Rumi Inspired

 A few of my favorite poems from the Rumi Daylight: A Daybook of Spiritual Guidance.

“God created pain and sorrow

That happiness might show itself by contrast.

For hidden things are made manifest

By means of their opposites

Since God has no opposite, (s)He is hidden.”

 

“No mirror ever became iron again;

No bread ever became wheat;

No ripened grape ever became sour fruit.

Mature yourself and be secure

From a change for the worse. Become the Light.”

 

“Within the human being is a jungle.

You, born of the Divine Breath, be aware.

Wolves and pigs by the thousands are withing,

The fair and the foul.

What dominates within is what you are.

If your gold outweighs your copper,

You will be known as gold.

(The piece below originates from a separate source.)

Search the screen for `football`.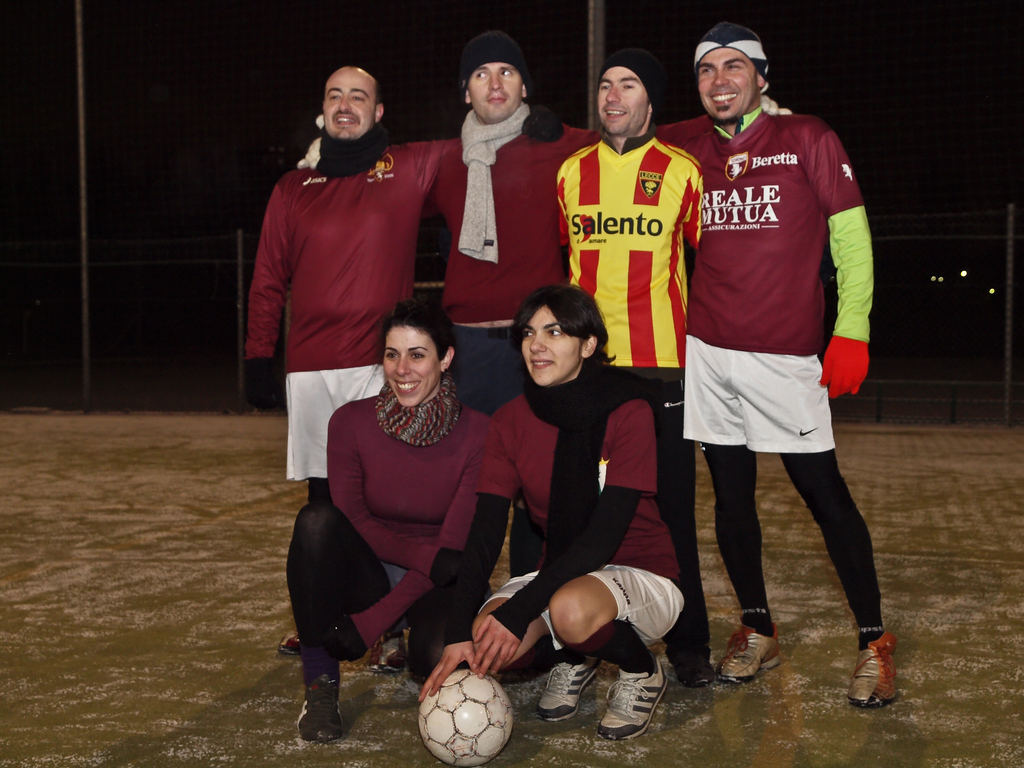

Whatever you most are

Is the form in which you will resurrect.”

 

“Nothing shows up false without the true

The fool took false coin

Hoping it might be gold.

If there were no genuine coin in the world,

How would it be possible to pass fakes?

Unless there is Truth,

How could there be lies?

Falsity gets its value from the existence of truth.

Some want the wrong in hope that it will be right.”

 

“Fools honor the mosque

Yet seek to destroy those in whose heart God lives.

That mosque is of the world of things;

This heart is real.

The true mosque is nothing but the heart of spiritual kings.

The mosque that is the inner awareness of the saints

Is the place of worship for all:

God is there.”

 

“Before the Infinite

All that is finite is nothingness:

Everything is passing away,

Except the face of God.”

 

“No one has shown the beginning or end of the Infinite.

God said, “If the sea were to become ink…”

Still God’s word could not be written out.

Through all the orchards and forests were pens,

Still we would be no closer to defining it.

Ink and pens pass away,

Yet this Infinite Word is everlasting.”